___ Records shown ___
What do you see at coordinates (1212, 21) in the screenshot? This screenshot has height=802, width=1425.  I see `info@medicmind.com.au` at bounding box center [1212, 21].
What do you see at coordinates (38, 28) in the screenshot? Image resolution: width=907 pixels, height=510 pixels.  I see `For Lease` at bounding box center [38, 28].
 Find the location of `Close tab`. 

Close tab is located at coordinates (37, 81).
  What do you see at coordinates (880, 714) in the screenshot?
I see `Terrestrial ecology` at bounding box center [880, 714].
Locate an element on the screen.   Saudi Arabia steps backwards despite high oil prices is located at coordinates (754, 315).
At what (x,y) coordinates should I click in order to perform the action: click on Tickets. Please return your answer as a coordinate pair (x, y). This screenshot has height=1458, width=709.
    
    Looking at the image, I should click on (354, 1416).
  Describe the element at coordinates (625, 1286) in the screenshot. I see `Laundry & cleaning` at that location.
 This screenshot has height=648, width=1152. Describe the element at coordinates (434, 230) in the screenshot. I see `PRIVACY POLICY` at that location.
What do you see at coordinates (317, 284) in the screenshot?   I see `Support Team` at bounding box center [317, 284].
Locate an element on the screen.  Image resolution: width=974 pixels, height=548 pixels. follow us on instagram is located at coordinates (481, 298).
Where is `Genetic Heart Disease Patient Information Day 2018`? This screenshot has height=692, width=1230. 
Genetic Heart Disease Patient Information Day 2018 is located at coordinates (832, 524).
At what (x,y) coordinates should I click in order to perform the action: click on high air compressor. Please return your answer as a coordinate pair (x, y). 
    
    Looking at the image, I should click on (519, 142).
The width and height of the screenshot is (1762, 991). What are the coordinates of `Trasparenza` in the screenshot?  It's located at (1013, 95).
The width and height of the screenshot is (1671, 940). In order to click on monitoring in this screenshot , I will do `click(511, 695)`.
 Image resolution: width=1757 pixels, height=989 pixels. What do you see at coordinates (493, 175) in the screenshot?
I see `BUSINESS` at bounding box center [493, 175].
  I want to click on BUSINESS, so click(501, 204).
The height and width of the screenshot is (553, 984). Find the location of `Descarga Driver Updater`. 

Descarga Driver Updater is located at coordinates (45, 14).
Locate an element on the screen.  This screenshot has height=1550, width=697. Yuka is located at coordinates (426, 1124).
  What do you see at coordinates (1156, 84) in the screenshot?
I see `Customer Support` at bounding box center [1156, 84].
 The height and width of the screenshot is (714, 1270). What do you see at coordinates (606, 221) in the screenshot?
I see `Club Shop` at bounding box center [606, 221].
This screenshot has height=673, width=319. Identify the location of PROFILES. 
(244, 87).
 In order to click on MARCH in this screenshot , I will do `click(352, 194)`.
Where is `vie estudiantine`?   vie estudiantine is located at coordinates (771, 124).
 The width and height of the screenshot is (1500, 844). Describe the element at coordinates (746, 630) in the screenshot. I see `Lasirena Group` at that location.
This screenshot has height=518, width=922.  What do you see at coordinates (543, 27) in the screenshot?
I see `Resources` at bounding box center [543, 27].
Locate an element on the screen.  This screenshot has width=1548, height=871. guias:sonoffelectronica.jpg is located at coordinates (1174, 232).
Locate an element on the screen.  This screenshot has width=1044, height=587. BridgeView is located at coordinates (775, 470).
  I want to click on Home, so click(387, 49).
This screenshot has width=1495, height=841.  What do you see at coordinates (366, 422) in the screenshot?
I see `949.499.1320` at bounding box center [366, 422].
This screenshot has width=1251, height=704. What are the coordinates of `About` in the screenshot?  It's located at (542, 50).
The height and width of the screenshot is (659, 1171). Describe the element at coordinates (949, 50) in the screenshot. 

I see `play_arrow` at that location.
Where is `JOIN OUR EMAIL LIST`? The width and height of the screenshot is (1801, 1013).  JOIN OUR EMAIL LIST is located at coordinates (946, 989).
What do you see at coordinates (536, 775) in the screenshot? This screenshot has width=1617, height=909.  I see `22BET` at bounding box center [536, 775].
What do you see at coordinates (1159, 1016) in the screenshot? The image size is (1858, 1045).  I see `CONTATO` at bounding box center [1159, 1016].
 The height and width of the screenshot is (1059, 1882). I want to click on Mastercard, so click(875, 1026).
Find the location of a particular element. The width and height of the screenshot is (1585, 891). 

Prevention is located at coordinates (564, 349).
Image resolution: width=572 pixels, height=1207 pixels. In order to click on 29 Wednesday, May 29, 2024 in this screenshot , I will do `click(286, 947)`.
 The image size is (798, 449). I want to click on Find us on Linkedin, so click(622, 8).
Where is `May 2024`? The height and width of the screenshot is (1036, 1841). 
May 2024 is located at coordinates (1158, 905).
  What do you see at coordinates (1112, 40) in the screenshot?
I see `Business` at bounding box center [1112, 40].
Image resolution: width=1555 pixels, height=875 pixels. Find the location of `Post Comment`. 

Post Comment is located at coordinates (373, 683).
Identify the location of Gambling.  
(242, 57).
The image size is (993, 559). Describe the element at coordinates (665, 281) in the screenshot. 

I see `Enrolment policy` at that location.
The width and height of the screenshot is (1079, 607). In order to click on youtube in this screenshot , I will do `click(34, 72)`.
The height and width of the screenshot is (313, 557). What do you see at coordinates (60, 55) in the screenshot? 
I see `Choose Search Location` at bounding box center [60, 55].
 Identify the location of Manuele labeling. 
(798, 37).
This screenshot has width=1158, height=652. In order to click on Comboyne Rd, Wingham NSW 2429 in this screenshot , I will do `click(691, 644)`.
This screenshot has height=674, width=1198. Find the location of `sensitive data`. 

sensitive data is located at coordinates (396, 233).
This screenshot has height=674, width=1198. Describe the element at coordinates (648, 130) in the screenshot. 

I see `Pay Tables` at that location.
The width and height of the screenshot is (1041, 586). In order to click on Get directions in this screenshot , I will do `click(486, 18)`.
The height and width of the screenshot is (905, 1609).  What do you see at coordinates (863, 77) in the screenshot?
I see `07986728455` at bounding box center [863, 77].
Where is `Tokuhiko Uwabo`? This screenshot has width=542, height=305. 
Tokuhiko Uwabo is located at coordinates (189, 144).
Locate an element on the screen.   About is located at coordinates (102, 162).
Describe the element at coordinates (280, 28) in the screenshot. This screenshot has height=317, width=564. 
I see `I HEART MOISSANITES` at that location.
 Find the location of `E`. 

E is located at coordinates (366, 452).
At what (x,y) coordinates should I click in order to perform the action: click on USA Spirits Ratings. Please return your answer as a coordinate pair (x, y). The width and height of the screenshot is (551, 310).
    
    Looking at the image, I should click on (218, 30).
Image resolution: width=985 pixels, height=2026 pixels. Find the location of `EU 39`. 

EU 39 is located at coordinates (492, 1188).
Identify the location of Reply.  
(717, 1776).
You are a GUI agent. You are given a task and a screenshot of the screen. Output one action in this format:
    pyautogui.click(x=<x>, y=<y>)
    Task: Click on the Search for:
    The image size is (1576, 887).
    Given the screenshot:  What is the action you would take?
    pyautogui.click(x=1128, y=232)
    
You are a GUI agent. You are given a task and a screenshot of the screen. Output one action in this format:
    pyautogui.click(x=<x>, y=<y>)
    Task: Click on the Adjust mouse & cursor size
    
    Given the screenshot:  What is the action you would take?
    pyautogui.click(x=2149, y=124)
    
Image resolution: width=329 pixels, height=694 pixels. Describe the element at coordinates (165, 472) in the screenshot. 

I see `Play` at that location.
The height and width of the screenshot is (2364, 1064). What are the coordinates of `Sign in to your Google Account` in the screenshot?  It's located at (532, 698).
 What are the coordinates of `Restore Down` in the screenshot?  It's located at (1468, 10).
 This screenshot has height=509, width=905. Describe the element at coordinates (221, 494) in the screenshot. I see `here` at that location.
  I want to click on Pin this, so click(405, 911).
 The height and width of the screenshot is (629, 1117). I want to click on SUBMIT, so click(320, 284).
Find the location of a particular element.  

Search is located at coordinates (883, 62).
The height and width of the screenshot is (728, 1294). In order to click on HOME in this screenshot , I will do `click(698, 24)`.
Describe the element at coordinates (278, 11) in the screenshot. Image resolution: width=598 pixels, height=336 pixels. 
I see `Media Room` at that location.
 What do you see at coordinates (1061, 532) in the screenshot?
___
Task instructions ▸
The string "About" marks the lines to return from the material. Copy each one.

Written answer ▸
This screenshot has width=1251, height=704. What are the coordinates of `About` in the screenshot?  It's located at (542, 50).
Locate an element on the screen.   About is located at coordinates (102, 162).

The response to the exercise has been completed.